Black Tiles is a lyrical optical trick, a graceful linear movement to behold. How do those straight lines billow? Unlike the paradigm of a painting acting as window, we look upon this image and not through it.

Kate Shepherd

 

Art at the Mercy of the Elements

Boroson_Pavlovic_OBryan

(left) Lee Boroson, Fixed Haze, 2014. Photo: Lee Stalsworth (middle) Vesna Pavlović, Installation view of Untitled (Annex, Giacometti exhibition, 1963), 2014. Photo: Mica Scalin (right) Jill O’Bryan, one billion breaths in a lifetime, 2015. Photo courtesy The Phillips Collection, Washington, DC

While it might not be immediately apparent, I see a similarity in the works by contemporary artists Lee Boroson, Vesna Pavlović, and Jill O’Bryan currently (or recently, in the case of Pavlović) on view at the Phillips. Through very different materials, all three are subject in some way to elements beyond the artist’s control. Boroson’s Fixed Haze (at left above, and on view in Intersections@5) dangles from the ceiling and might spin rapidly or not at all based on wind; Pavlović’s Untitled (Annex, Giacometti exhibition, 1963), a giant curtain which I wrote briefly about while it was on view in 2014, might show a distinct image or appear nearly transparent depending on sunlight; and as O’Bryan says of her work one billion breaths in a lifetime, this piece is best experienced when “activated” by observing the reflection as you move by it.
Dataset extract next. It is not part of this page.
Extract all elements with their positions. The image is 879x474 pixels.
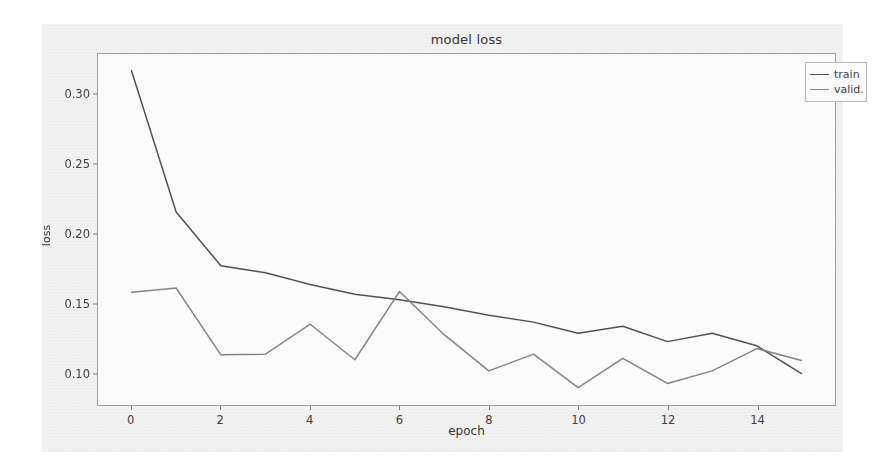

Seeing these works at different points during the day or month has the potential to be a wholly unique experience each time.

Amy Wike, Marketing Manager

Spotlight on Intersection@5: Jeanne Silverthorne

The Phillips celebrates the fifth anniversary of its Intersections contemporary art series with Intersections@5, an exhibition comprising work by 20 of the participating artists. In this blog series, each artist writes about his or her work on view.

Silverthorne_Dandelion Clock

Jeanne Silverthorne, Dandelion Clock, 2012. Platinum silicon rubber, phosphorescent pigment on wire, 33 x 29 x 16 in. The Hereward Lester Cooke Memorial Fund, 2014. The Phillips Collection, Washington, DC

Dandelion Clock is a contemporary vanitas, a reminder of transience and mortality. It is infected by signs of morbid excess (the giant size), decay (the faded or “blown” flower), and toxicity (it glows in the dark). Collapsing under the weight of history and new technologies, traditional studio practice is an excavation of the past, offering an archeology of loss. Flirting with the genre of the floral painting, Dandelion Clock embraces the baroque exuberance and post-modern melancholy of the nearly extinct.